Harvest Now, Decrypt Later: Why Credentials Are the First Casualty of Q-Day
Captured ciphertext today becomes plaintext tomorrow. Credentials sit at the top of the target list.

The threat model is uncomfortable but simple. Adversaries — including state-aligned collectors with the patience and storage budget to play a long game — are capturing encrypted traffic today on the assumption that a sufficiently capable quantum computer will eventually break the public-key cryptography protecting it.
No machine in operation today can break RSA or elliptic curve cryptography. That is not the question. The question is what an attacker who hoarded TLS sessions in 2024 can read in 2032 or 2035.
Credentials are the natural first target.
Unlike a leaked memo or an old purchase order, credentials retain operational value long after capture. A static API key, a service account password, a long-lived OAuth refresh token, a SAML signing key — these often outlive the cryptographic envelope that originally protected them in transit. Rotate them rarely, and you have effectively pre-positioned a future intrusion against yourself.
The "harvest now, decrypt later" pattern (sometimes abbreviated HNDL or store-now-decrypt-later) has been called out by NSA, CISA and NIST for several years now. NIST finalized the first batch of post-quantum standards in August 2024: ML-KEM for key encapsulation, ML-DSA for digital signatures, and SLH-DSA as a hash-based signature backup. CISA's joint guidance on quantum-readiness tells operators to inventory cryptography now and prioritize data with long confidentiality requirements.
Attribution of active HNDL collection is hard, and worth flagging with appropriate caveats. Public reporting on bulk-collection programs is largely circumstantial. With medium confidence, several SIGINT-capable services have both the capability and the intent to retain encrypted sessions of intelligence value. Capability is not the same as a confirmed program, and the analyst community should keep that distinction clean.
What to actually do, in order of leverage:
- Inventory where credentials traverse the wire and where they sit at rest. Long-lived secrets in CI/CD, machine identities, and root certs deserve top billing.
- Shorten credential lifetimes aggressively. A token that expires in an hour is uninteresting to a 2035 decryptor.
- Track your vendors' PQC roadmaps. Apple's PQ3 for iMessage, Cloudflare's hybrid post-quantum TLS, and Chrome's X25519MLKEM768 rollout are useful reference points.
- Plan for crypto-agility. The migration will not be one-and-done, and hybrid schemes are the near-term reality.
The quantum timeline is genuinely uncertain. The collection timeline is not. Anything you send in cleartext-equivalent today should be treated as eventually readable, and credentials are where that math hurts first.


__Your task__:
In the listing below, count every line that contains "displacement". Give nothing but the number.

__Dataset__:
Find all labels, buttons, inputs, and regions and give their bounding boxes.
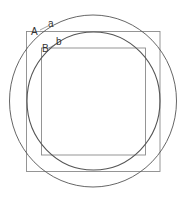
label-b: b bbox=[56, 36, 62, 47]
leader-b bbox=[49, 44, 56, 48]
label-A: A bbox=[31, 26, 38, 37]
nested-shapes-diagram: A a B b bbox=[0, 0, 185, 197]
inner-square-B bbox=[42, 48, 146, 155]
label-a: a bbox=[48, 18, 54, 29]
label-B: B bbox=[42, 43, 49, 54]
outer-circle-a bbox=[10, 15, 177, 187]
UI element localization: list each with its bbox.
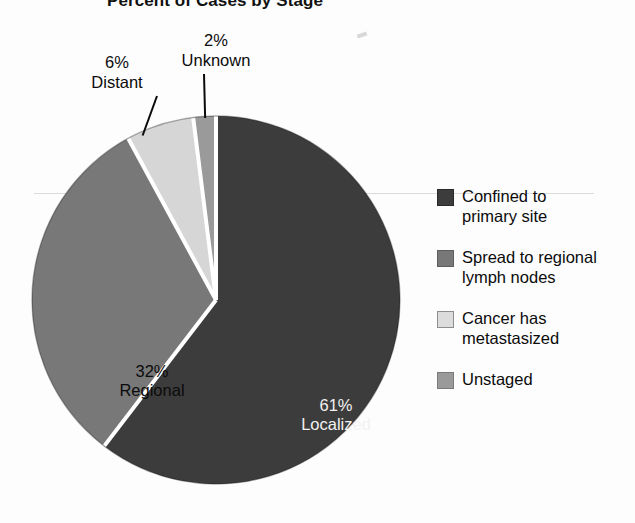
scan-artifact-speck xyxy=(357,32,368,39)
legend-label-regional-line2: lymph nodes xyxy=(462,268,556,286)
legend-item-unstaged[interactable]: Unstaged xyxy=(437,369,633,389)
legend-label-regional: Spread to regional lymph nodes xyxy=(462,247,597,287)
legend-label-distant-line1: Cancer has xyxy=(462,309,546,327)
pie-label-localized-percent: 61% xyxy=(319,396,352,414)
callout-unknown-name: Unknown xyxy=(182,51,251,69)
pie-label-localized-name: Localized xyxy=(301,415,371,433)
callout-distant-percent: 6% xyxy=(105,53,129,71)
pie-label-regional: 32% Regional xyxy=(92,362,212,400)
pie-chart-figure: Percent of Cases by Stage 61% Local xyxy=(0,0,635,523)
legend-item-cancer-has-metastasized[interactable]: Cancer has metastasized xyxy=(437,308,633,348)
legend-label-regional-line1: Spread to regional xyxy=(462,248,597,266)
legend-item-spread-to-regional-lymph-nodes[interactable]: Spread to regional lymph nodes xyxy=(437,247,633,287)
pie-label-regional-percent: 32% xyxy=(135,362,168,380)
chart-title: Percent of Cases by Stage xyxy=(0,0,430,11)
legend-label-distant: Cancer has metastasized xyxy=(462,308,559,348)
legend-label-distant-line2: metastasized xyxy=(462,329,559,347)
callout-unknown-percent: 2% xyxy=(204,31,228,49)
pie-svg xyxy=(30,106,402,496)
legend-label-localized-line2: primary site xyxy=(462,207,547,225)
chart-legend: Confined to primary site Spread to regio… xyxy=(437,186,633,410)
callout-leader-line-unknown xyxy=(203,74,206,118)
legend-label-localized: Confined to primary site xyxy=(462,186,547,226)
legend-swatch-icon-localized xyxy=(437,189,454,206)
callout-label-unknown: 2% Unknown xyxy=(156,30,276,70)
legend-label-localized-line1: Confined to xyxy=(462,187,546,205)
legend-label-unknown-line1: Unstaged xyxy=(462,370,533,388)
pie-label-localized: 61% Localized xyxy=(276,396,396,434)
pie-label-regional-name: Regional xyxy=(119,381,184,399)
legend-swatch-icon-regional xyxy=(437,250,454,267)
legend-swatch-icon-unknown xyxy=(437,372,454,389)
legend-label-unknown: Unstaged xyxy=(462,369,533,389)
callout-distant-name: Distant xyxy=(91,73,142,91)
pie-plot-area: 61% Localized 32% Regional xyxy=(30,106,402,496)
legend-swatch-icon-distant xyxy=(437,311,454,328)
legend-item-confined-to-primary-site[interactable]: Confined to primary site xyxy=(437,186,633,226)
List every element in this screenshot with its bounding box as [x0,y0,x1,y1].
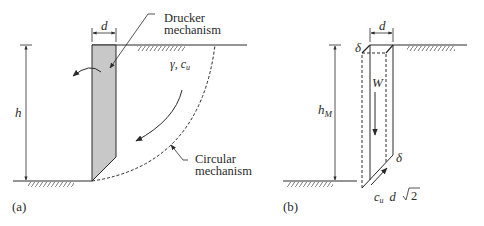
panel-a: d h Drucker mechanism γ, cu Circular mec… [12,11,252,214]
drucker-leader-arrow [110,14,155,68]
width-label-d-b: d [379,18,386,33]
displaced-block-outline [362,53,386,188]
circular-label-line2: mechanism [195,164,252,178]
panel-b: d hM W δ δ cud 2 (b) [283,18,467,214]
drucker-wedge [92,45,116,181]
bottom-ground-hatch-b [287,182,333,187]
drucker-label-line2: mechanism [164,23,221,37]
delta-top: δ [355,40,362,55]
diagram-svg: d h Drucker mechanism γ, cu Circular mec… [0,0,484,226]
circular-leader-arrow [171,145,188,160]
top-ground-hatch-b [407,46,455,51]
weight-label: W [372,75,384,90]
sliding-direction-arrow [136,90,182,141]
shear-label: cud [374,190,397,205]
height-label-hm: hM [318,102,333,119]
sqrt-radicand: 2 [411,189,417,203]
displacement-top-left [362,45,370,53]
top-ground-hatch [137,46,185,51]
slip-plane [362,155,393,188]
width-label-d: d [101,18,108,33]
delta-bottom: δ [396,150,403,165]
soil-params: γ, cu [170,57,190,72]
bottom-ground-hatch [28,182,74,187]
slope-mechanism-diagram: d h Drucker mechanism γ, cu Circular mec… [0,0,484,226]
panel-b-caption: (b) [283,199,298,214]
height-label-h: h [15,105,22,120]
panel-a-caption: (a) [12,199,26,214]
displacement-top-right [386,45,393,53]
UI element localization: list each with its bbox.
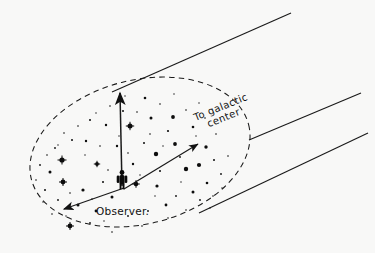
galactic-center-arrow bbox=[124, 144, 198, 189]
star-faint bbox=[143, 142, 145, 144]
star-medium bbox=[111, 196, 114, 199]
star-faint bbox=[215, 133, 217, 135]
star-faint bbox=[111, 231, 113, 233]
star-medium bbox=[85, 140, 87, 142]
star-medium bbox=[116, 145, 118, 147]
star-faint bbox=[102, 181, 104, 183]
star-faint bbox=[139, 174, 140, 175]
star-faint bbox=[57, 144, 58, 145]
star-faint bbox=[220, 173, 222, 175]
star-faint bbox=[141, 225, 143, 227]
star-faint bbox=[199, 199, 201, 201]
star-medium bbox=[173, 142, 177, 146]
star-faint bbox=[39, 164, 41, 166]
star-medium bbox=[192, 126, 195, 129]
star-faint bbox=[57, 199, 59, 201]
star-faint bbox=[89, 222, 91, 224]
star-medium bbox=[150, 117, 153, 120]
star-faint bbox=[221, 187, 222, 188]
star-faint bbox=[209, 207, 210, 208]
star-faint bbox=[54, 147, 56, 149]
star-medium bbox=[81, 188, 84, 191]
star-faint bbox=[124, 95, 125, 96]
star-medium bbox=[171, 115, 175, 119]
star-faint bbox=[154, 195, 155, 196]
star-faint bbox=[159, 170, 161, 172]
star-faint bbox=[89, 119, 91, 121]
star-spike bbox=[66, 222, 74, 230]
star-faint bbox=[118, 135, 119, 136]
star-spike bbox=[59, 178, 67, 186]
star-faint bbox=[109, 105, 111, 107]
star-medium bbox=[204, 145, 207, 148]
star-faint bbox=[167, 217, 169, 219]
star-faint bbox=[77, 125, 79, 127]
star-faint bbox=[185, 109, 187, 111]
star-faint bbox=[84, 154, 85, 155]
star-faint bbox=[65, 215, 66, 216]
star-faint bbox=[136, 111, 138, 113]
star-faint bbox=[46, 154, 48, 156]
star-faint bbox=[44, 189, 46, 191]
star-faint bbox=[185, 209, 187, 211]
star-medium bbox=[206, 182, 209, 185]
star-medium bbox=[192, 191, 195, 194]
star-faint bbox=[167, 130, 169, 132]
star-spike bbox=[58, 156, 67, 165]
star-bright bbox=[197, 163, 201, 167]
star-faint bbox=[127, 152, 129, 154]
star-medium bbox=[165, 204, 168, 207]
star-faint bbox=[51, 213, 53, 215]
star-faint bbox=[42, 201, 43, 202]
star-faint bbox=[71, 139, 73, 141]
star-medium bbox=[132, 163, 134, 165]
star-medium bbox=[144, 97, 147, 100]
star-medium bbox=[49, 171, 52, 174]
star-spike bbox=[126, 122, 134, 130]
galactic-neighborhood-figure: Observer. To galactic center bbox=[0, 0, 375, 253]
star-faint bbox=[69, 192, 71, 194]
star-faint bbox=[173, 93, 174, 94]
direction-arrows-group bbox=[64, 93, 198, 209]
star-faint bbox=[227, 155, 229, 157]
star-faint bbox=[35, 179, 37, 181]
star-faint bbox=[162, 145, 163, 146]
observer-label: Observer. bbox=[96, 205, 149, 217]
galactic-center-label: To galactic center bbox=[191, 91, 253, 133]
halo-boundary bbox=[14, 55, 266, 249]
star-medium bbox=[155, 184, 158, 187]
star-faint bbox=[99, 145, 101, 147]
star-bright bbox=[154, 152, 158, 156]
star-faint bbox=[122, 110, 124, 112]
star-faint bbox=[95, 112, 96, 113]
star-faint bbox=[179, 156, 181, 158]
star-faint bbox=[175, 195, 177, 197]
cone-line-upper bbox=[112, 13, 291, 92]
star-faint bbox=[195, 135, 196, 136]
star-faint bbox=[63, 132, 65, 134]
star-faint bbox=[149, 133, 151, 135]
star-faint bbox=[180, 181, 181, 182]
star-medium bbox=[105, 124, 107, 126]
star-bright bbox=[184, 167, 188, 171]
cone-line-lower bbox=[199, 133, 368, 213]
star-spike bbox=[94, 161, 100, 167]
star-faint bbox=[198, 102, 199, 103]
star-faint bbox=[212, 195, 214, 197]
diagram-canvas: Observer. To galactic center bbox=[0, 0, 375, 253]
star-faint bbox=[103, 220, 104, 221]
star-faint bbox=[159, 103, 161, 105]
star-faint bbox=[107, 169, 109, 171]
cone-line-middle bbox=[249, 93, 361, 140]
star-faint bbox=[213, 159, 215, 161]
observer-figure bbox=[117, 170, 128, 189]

__Completed task__:
2